Harvard already has an interesting system, a pretty large expansion of the traditional need-based aid, where students from families making <$50k income pay no tuition at all in the first place, so the only loans they need are for living expenses and books.
Incidentally, that's one of the factors making the "college tuition has doubled" statistics a bit misleading as a measure of how much higher-education costs to operate. While the sticker price college tuition has doubled, the proportion of students paying sticker price has declined, so tuition revenue has not doubled. In addition, for public universities, the state subsidies have declined in almost all states, so tuition hikes are often just revenue-replacement for lost state funds. Attending school gets more expensive, but because of a cost-shift away from taxpayers towards tuition payers, not because the school actually gets any more money.
A way to net-out all those factors is to calculate the cost of college education using aggregate numbers: total budget of the university divided by number of students. By that measure, rather than doubling, at some universities the cost of higher education has actually declined. For example, the University of California system spends 25% less per student, in real terms, than it did in 1990. Tuitions have nonetheless gone up, mainly due to a massive (~40%) decline in per-student state funding, and secondarily due to an expansion of student aid meaning that the sticker-price tuition has diverged further from the average actually-paid tuition.
I think this is the solution for the top schools that have very rich people willing to pay full boat tuition and/or donate to the endowment.
State schools are still mostly affordable. The top 100-150 private schools (including both tech schools and private schools) can probably operate like the top schools. Many people go to them for their location, their campus, their athletics, etc.
But what should the 'lower tier' schools do? That's where the real problem is. They cost nearly the same but don't provide as much value. Rich people aren't lining up to go to East Crappy Value State University. So everyone has to pay much closer to sticker price - needy or not.
> While the sticker price college tuition has doubled, the proportion of students paying sticker price has declined, so tuition revenue has not doubled.
That only seems to be true at a few top private institutions. Which make up a very small percentage of overall college attendance.
Incidentally, that's one of the factors making the "college tuition has doubled" statistics a bit misleading as a measure of how much higher-education costs to operate. While the sticker price college tuition has doubled, the proportion of students paying sticker price has declined, so tuition revenue has not doubled. In addition, for public universities, the state subsidies have declined in almost all states, so tuition hikes are often just revenue-replacement for lost state funds. Attending school gets more expensive, but because of a cost-shift away from taxpayers towards tuition payers, not because the school actually gets any more money.
A way to net-out all those factors is to calculate the cost of college education using aggregate numbers: total budget of the university divided by number of students. By that measure, rather than doubling, at some universities the cost of higher education has actually declined. For example, the University of California system spends 25% less per student, in real terms, than it did in 1990. Tuitions have nonetheless gone up, mainly due to a massive (~40%) decline in per-student state funding, and secondarily due to an expansion of student aid meaning that the sticker-price tuition has diverged further from the average actually-paid tuition.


> **YOUR INSTRUCTIONS**
I'd like the entries that follow repeated exactly, with the pictures left out.

============================================================

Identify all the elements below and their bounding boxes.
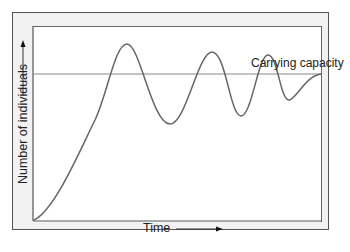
arrow-up-icon bbox=[21, 40, 26, 47]
carrying-capacity-label: Carrying capacity bbox=[251, 56, 344, 70]
y-axis-label: Number of individuals bbox=[16, 64, 30, 184]
arrow-right-icon bbox=[216, 227, 223, 232]
x-axis-label: Time bbox=[143, 221, 170, 235]
population-curve bbox=[34, 44, 321, 220]
population-chart bbox=[0, 0, 350, 252]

============================================================

> **REPLY**
Identify all the elements below and their bounding boxes.
arrow-up-icon bbox=[21, 40, 26, 47]
carrying-capacity-label: Carrying capacity bbox=[251, 56, 344, 70]
y-axis-label: Number of individuals bbox=[16, 64, 30, 184]
arrow-right-icon bbox=[216, 227, 223, 232]
x-axis-label: Time bbox=[143, 221, 170, 235]
population-curve bbox=[34, 44, 321, 220]
population-chart bbox=[0, 0, 350, 252]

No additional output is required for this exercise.